Later on Tuesday evening, at a fund-raiser for a Democratic Senate candidate in an upcoming special election, Mr. Cuomo said that “we have achieved political clarity” in watching Republican rule from Washington, D.C., for the last year.
“The clarity is this: Everything we are for, they are against. It’s that simple,” he said. “The Democratic Party and the Republican Party are an antithesis one of the other.”
The candidates challenging I.D.C. members in primaries said they would continue on, even if the Democratic Party leadership formally opposed them.
Jessica Ramos, who is running against Senator Jose R. Peralta of Queens, said she didn’t trust the deal. “Not for a second. We’ve seen this movie before,” Ms. Ramos said.
Four years ago, Mr. Klein’s group promised to ally with the mainline Democrats but ended up not doing so.
One state senator in the mainline Democratic group, who requested anonymity to speak candidly about the fragile agreement, noted that they would proceed cautiously because “we’ve been sabotaged before.”
“Let’s accept it — but sleep with one eye open,” the senator said.
The arrangement with the G.O.P. had resulted in numerous perks for I.D.C. members, including larger staffs and offices, and lucrative committee chairmanships that came with extra cash.
But on Wednesday, the New York State comptroller’s office said it would reject thousands of dollars in stipends promised to two I.D.C. members — Diane J. Savino of Staten Island and Mr. Peralta — after it was revealed that they were being paid as Senate committee chairpeople, despite not holding those titles. (Both are vice chairs, an unpaid position.)
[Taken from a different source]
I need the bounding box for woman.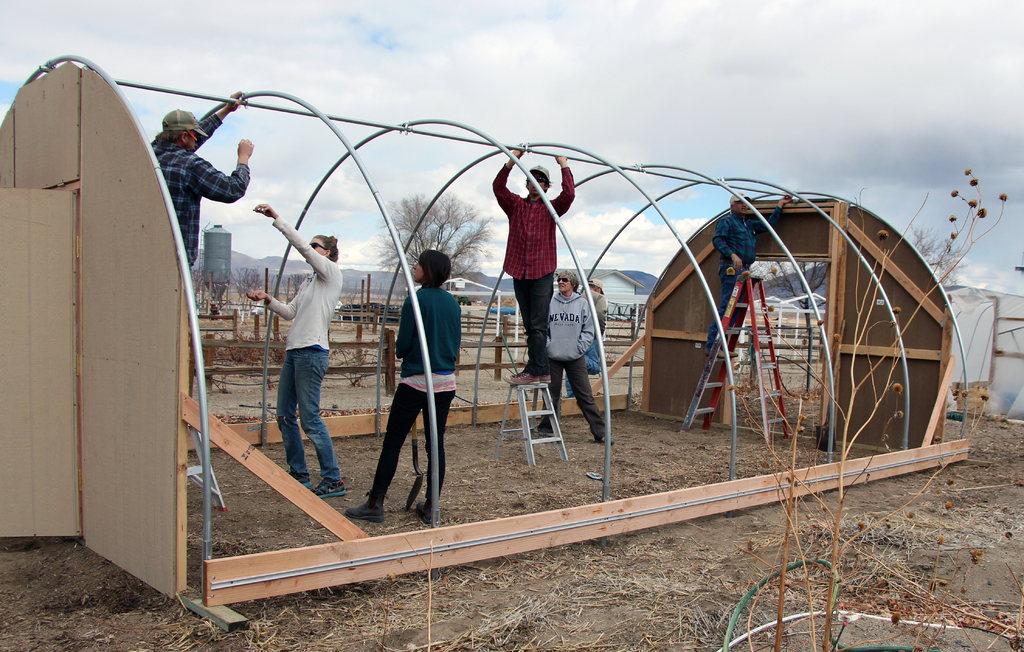
Here it is: left=367, top=236, right=461, bottom=528.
The rival Democratic factions had agreed last November to reunite this month, following two special elections that would bring the total number of Democrats in the 63-member chamber to 32 — the bare minimum for a majority.
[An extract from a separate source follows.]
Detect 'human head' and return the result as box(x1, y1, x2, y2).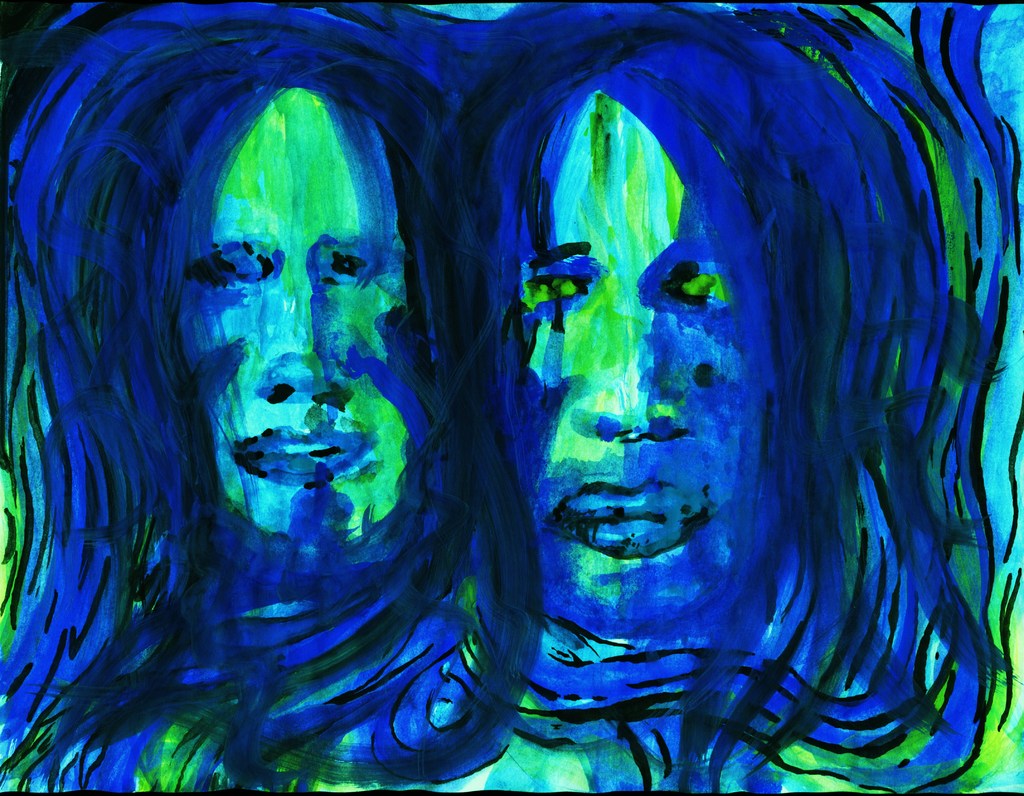
box(473, 54, 850, 695).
But one of those senators, Simcha Felder, a Brooklyn Democrat, has continued to caucus with Republicans.
Without Mr. Felder, who recently held up the state budget for concessions on how yeshivas are overseen by the state, the new Democratic coalition would still be one vote short of a majority.
In a telephone interview on Wednesday afternoon, Mr. Felder reiterated — as he has often before — that he has no loyalty to either party, but rather is looking for the best deal for his district, which includes a large population of Orthodox Jews.
“I don’t feel obligated to remain with the Republicans, or obligated to join the Democrats,” Mr. Felder said. “I’m loyal to God, my wife and my constituents, and New Yorkers.”
He added that he still planned on caucusing with the G.O.P. when the Legislature comes back into session this month, and said that he had spoken with the Republican majority leader, John J. Flanagan of Long Island, and other Republicans since news of the reunification broke.
Asked if he might join the Democrats after the special elections on April 24, he said he would “consider it at any point.”
But, he said, “I think it’s fair to say that I would have to feel a compelling reason to leave.”